Polls may be least of UK investors’ woes

Bloomberg

With all the focus on getting the positioning right for next month’s UK election, investors may be overlooking bigger threats beyond.
Even as optimism grows that Prime Minister Boris Johnson’s party will win the vote and see through a market-friendly Brexit deal, a floundering economy and the prospect of fraught trade talks with the European Union (EU) are unnerving some.
Allianz Global Investors warns against “complacency” and Algebris Investments sees the pound staying under pressure in the longer term.
Sterling has surged about 5% this quarter as Johnson secured a withdrawal pact with the EU and got a preliminary approval for it from lawmakers, dissipating market anxiety about a no-deal Brexit.
Yet, the annual pace of economic expansion has slumped to the slowest in almost a decade, and Societe Generale SA strategist Kit Juckes sees the effects of Brexit shaving half a percentage point off growth every year over the coming decade.
“Over the long term, there is probably some complacency,” said Kacper Brzezniak, a portfolio manager at Allianz Global. “The deal currently being proposed by Johnson and the rest would have been considered the hardest of hard Brexits before where people had forecasts like $1.15 for sterling. Now it looks like if we avoid a no-deal people are going to be relieved.”
Brzezniak is currently neutral on the pound but aims at shorting the currency if it climbs to $1.32 or higheraround $1.29.
Sterling gained about 1% as opinion polls suggested support is on the rise for the ruling Conservative Party ahead of the December 12 vote.
The currency may climb to $1.34 should Johnson’s party win, seen as the most likely outcome, according to a Bloomberg survey last week. The next most likely scenario — a Labour Party-led coalition — would only send the pound down less than 1% in the short term, the survey showed.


Directions
What lines of the material below hold the string "annotations"? Copy them out.

Working data
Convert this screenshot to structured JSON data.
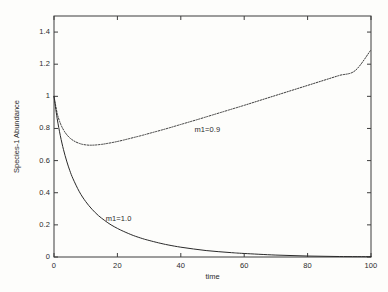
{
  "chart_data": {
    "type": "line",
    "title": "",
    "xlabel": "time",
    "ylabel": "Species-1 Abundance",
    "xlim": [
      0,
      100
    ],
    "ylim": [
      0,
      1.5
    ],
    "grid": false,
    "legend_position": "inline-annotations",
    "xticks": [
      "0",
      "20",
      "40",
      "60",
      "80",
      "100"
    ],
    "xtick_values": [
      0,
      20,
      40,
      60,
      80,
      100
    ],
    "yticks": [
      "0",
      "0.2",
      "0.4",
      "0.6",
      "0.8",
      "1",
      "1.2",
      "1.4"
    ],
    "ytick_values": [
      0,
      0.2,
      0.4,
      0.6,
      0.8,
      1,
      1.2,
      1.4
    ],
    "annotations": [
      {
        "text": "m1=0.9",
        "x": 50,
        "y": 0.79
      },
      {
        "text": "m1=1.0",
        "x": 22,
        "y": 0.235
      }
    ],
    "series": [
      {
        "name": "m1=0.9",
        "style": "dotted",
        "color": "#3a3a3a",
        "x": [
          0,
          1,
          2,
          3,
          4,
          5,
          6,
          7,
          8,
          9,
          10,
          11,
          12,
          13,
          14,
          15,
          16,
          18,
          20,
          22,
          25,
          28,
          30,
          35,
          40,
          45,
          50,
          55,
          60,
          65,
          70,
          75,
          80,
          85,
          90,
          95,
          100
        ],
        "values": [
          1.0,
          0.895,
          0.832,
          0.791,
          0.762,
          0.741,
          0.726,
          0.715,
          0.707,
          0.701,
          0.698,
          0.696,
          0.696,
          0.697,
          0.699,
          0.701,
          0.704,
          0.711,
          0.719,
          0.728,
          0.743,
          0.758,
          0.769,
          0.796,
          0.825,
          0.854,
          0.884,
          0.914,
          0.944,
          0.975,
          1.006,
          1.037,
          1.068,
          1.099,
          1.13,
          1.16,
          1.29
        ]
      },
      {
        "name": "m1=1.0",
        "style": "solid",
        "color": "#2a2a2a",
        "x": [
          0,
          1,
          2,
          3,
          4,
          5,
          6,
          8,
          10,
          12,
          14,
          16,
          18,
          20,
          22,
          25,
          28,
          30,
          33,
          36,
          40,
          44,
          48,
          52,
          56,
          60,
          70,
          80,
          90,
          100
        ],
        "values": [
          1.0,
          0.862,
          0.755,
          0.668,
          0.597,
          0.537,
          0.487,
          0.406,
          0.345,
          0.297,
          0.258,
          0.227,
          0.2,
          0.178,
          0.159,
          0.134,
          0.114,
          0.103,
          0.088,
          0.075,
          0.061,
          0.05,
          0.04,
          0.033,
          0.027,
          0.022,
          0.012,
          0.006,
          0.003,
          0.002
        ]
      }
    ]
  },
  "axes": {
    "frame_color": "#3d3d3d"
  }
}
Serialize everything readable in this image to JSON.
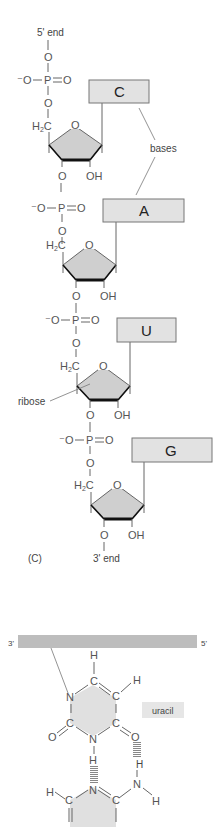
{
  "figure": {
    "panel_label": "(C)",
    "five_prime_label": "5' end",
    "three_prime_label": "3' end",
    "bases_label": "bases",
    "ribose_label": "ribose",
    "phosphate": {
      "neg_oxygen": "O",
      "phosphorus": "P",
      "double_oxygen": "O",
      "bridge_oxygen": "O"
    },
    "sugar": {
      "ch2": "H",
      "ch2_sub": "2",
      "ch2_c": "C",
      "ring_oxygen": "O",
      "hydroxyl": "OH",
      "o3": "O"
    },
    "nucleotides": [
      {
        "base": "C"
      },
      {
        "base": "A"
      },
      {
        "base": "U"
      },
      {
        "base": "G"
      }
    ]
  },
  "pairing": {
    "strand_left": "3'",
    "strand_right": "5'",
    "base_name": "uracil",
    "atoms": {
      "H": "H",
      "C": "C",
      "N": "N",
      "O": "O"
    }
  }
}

...

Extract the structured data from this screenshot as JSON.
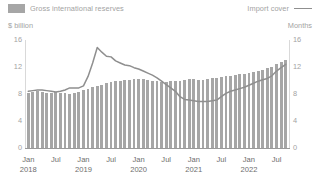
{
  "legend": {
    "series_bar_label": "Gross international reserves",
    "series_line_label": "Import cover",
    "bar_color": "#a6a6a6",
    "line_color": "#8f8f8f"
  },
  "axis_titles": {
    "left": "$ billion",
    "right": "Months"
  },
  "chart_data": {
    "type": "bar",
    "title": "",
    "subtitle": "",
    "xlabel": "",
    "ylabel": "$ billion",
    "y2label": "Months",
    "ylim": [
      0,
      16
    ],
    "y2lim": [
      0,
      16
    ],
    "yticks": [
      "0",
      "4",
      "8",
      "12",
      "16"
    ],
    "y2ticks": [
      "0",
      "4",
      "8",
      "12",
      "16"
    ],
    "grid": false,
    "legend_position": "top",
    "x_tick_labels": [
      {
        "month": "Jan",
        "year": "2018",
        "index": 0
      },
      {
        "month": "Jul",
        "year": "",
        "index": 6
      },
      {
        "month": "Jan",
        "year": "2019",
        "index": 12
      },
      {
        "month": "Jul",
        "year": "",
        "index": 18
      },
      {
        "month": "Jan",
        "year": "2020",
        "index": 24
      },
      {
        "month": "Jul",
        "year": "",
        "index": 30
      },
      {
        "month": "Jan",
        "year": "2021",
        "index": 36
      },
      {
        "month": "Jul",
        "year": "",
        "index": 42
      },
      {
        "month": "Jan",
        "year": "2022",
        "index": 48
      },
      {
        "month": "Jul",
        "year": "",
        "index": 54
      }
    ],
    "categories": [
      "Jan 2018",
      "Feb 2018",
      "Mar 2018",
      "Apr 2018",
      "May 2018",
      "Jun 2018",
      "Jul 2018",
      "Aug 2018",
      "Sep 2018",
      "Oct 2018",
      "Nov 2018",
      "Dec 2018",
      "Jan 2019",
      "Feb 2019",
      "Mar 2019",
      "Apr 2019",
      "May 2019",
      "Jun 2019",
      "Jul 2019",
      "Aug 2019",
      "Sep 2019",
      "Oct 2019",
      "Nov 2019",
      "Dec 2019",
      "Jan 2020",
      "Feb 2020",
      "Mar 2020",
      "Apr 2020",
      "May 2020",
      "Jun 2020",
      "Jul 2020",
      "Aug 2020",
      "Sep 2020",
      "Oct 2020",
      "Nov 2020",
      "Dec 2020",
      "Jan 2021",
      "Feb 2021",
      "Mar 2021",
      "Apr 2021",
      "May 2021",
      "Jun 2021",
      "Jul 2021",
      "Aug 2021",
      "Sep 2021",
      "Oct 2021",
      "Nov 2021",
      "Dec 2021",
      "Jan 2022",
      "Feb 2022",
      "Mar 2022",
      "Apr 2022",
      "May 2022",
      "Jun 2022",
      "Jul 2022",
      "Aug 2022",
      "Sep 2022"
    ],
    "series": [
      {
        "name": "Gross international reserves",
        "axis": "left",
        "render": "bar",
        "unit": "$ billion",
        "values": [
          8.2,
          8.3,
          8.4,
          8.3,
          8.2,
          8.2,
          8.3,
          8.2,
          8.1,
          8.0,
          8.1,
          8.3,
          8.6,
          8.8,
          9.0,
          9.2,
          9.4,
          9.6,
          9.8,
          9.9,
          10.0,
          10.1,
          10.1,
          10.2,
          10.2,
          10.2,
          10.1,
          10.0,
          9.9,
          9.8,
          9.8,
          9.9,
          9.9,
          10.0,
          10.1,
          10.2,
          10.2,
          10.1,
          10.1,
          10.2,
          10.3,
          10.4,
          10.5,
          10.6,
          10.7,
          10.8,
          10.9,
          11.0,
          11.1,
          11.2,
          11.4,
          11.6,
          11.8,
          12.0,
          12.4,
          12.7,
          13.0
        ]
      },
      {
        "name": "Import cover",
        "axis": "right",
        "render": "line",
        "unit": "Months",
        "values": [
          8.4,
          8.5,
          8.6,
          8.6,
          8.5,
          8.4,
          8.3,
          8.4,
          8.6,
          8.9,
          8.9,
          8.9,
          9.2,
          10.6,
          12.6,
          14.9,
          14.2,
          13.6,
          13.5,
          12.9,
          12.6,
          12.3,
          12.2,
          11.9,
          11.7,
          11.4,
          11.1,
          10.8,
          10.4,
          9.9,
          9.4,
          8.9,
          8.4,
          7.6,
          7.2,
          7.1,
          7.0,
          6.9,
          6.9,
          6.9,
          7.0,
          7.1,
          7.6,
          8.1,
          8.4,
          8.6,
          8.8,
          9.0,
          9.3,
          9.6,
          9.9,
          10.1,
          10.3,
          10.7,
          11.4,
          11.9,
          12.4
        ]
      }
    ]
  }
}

...

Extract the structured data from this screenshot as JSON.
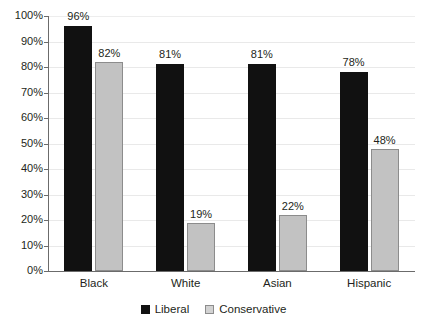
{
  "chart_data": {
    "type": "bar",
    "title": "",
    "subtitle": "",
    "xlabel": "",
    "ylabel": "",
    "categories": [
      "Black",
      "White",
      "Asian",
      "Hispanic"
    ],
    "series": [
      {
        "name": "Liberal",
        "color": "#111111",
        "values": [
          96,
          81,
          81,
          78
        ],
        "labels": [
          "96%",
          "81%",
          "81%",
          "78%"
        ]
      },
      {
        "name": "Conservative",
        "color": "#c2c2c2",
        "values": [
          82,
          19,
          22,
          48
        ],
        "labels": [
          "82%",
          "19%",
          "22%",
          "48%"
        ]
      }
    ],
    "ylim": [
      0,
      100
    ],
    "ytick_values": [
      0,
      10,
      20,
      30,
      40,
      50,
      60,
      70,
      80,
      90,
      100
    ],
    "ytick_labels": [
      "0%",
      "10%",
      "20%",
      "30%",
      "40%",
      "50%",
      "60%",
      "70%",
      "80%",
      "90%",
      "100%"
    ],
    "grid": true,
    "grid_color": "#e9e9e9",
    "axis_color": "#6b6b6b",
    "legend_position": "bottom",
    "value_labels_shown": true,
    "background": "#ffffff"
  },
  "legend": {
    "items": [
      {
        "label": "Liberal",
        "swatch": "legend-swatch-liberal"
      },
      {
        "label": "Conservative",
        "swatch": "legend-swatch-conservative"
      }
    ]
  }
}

Result below
    "legend_position": "inline-annotations",
    "annotations": [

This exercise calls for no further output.